This Article in the Paris Review describes Dr. WarJack's time as a student at UC Berkely and her
class she took with Writer/Professor N. Scott Momaday.
This Berkeley University Article showcases Dr. LaNada WarJack as a Graduate Indigenous Leader in 150 yeas of Women.
The last Indian Wars in the west were with the Ba nah qwat and Shoshonean bands of the Paiute, Shoshone and Banahqwat peoples called the Bannock War of 1878. This continued with the "Sheepeater Campaign" in 1880 to remove all of the remaining people onto the Fort Hall Reservation, Idaho.

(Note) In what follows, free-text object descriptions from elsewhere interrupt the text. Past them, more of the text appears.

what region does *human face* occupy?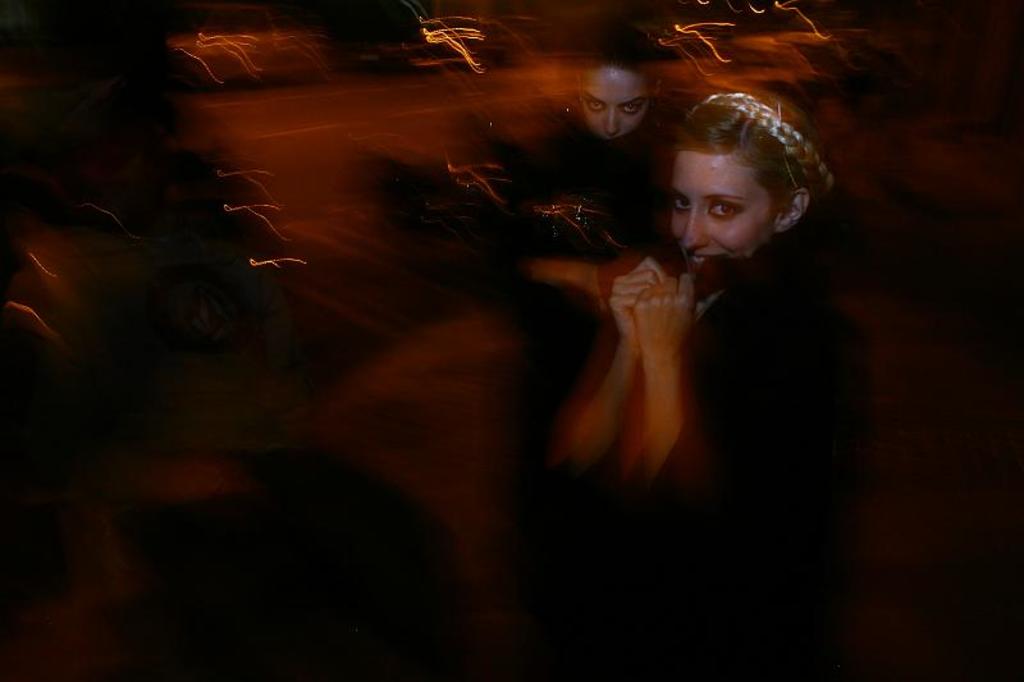
581:64:652:143.
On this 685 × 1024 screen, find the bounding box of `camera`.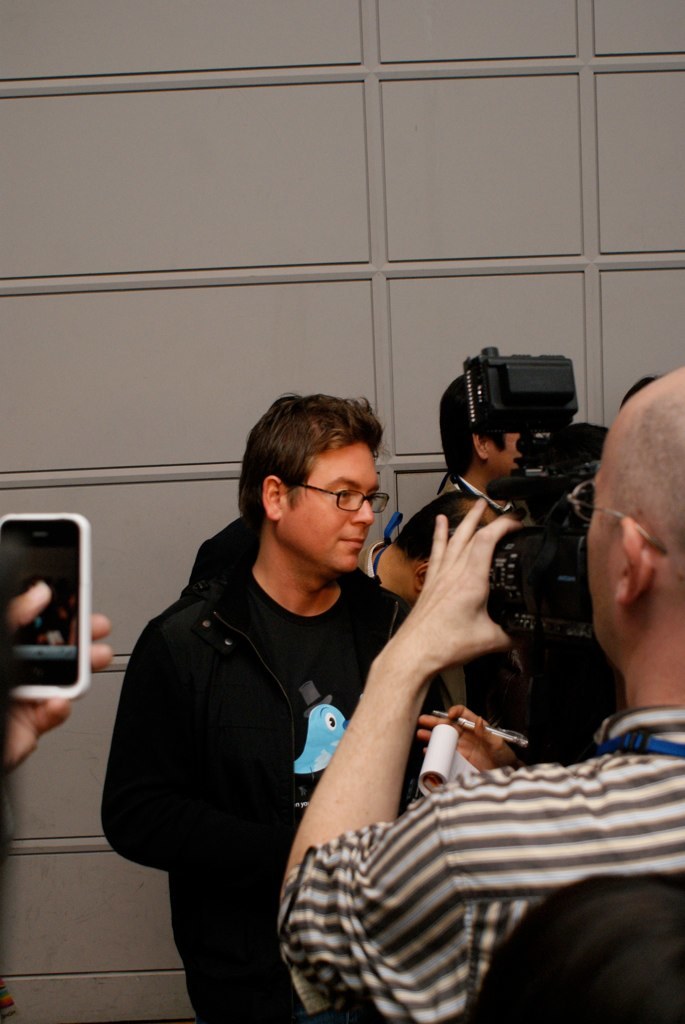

The island was central to Native people as the US government incarcerated the last chiefs of the Indian wars in the west on this island. Native students from UC Berkeley and SF State occupied this island for 19 months in protest of the genocide, ill governmental policies and over 500 Broken Treaties,
The goal was keep the peace and not give the calvary an excuse to kill Natives. Chief Eagle Eye is third to the left. He was called "Hyas Tyhe" Chief of Chiefs. He was a peace chief and diplomat and hosted many gatherings of tribes in his territory of Weiser and Indian Valley, Idaho. Left to him is "Oyotes" a powerful medicine chief from Oregon Territory. The US Government had bounties for the heads of these men.